Why Eric Ringmar is wrong…

I’ve been sitting on this for a bit and mulling it. BoingBoing ran an article to Professor Eric Ringmar who is using tools to “open” documents up which were private or held behind closed walls, ‘cleans’ the document by removing licenses and posts the new version on public sites. Whilst the ambition to open data and knowledge is laudable and should be done by everybody, I cannot get the fact out of my head that Ringmar could be seen as effectively stealing the document and breaking the trust and responsibility aspects of the Internet and open data.

Public documents such as the Hansard reports are digitised by an outside company who add DRM to the digital verison of the documents, ostensibly to recover their own costs for the service. Rather than doing this, it is in the public’s best interests for Parliament to pay for and develop their own digitisation service. If the service is not open (and in this case it clearly is not), then it is the Open Knowledge movement’s benefits to persuade the government that the initial expenditure is cost effective in keeping public data, er…, public.

Recently I ran into the issue of biographies on the Parliament website. I needed to link to Baroness Morgan of Drefelin‘s biography. The link my colleague provided came from the Parliamentary webste but when w linked to it and tested it, our access was blocked. I mailed the webmaster and was told that the service provision stated that biographies can only be accessed from the Parliament website. I question what biographical data is private and if it is, then why would be on a public website?

There is of course the issue of linking across the Internet. Public data is for sharing and creating links creates, in the long term, a web of trust and reputation. If a site has many links into it, it usually an indication of a reputation for providing good, useful and clear information (or a spam blog). Through this idiotic clause in its contract with the service provider, the UK Parliament has decided that it is against this network of deeplinks and useful information. I can only hope that this will change and that the British Government will invest in makingthe relvant changes to ensure that this small crevice in the iceberg is changed and adapted.

Of course if I took the Ringmar line, I could have cut and pasted the biographical details and then posted them outside of the offending site (apart from the fact that I was updating a news item on the STFC e-Science corporate site). We ended up using the above Wikipedia link instead since we don’t steal content. It wouldn’t particularly make the content any more free or be updated so would be rendered largely useless in a matter of months but it also only liberates one page. Forgive me for being stupid but in the age of online information, what’s the use of one page?

The wider argument is that we need public data to be, well… public. Available. Open. The UK Parliament should not be lagging behind and should now be clearly renegotiating the contract or hiring a team to rebuld their sites to conform to open standards.

Persuasion and argument is better than stealing which ultimately plays into the argument of “Do you believe in private property”? Sorry that’s a really lame argument for the hard of thinking but that door is left wide open by Ringmar. Openness relies upon honesty and trust not the physical artefact in the correct domain. Ringmar’s actions do not encompass or extend that trust or responsibility. Nor do they promote the movement towards an open information economy. Progress will no doubt be slow but if we can get the legislative and governing bodies at all levels to use open standards and demonstrate their use and viability, then we will all be the winners.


BRIEF
Could you please retype all of the records exactly, skipping any pictures?

(Figure record extracts)
● ● ● ● ●

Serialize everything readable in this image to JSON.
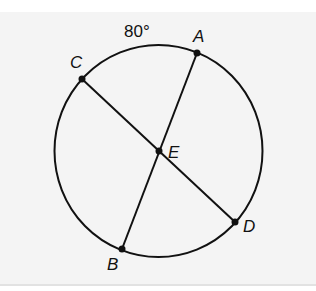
{
  "diagram": {
    "arc_label": "80°",
    "points": {
      "A": {
        "label": "A",
        "x": 197,
        "y": 53
      },
      "B": {
        "label": "B",
        "x": 122,
        "y": 249
      },
      "C": {
        "label": "C",
        "x": 82,
        "y": 79
      },
      "D": {
        "label": "D",
        "x": 235,
        "y": 222
      },
      "E": {
        "label": "E",
        "x": 159,
        "y": 151
      }
    },
    "circle": {
      "cx": 158.5,
      "cy": 151,
      "r": 104
    },
    "chords": [
      "AB",
      "CD"
    ],
    "colors": {
      "stroke": "#111111",
      "background": "#f4f4f4"
    }
  }
}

● ● ● ● ●

SOLUTION TO THE PROBLEM
Serialize everything readable in this image to JSON.
{
  "diagram": {
    "arc_label": "80°",
    "points": {
      "A": {
        "label": "A",
        "x": 197,
        "y": 53
      },
      "B": {
        "label": "B",
        "x": 122,
        "y": 249
      },
      "C": {
        "label": "C",
        "x": 82,
        "y": 79
      },
      "D": {
        "label": "D",
        "x": 235,
        "y": 222
      },
      "E": {
        "label": "E",
        "x": 159,
        "y": 151
      }
    },
    "circle": {
      "cx": 158.5,
      "cy": 151,
      "r": 104
    },
    "chords": [
      "AB",
      "CD"
    ],
    "colors": {
      "stroke": "#111111",
      "background": "#f4f4f4"
    }
  }
}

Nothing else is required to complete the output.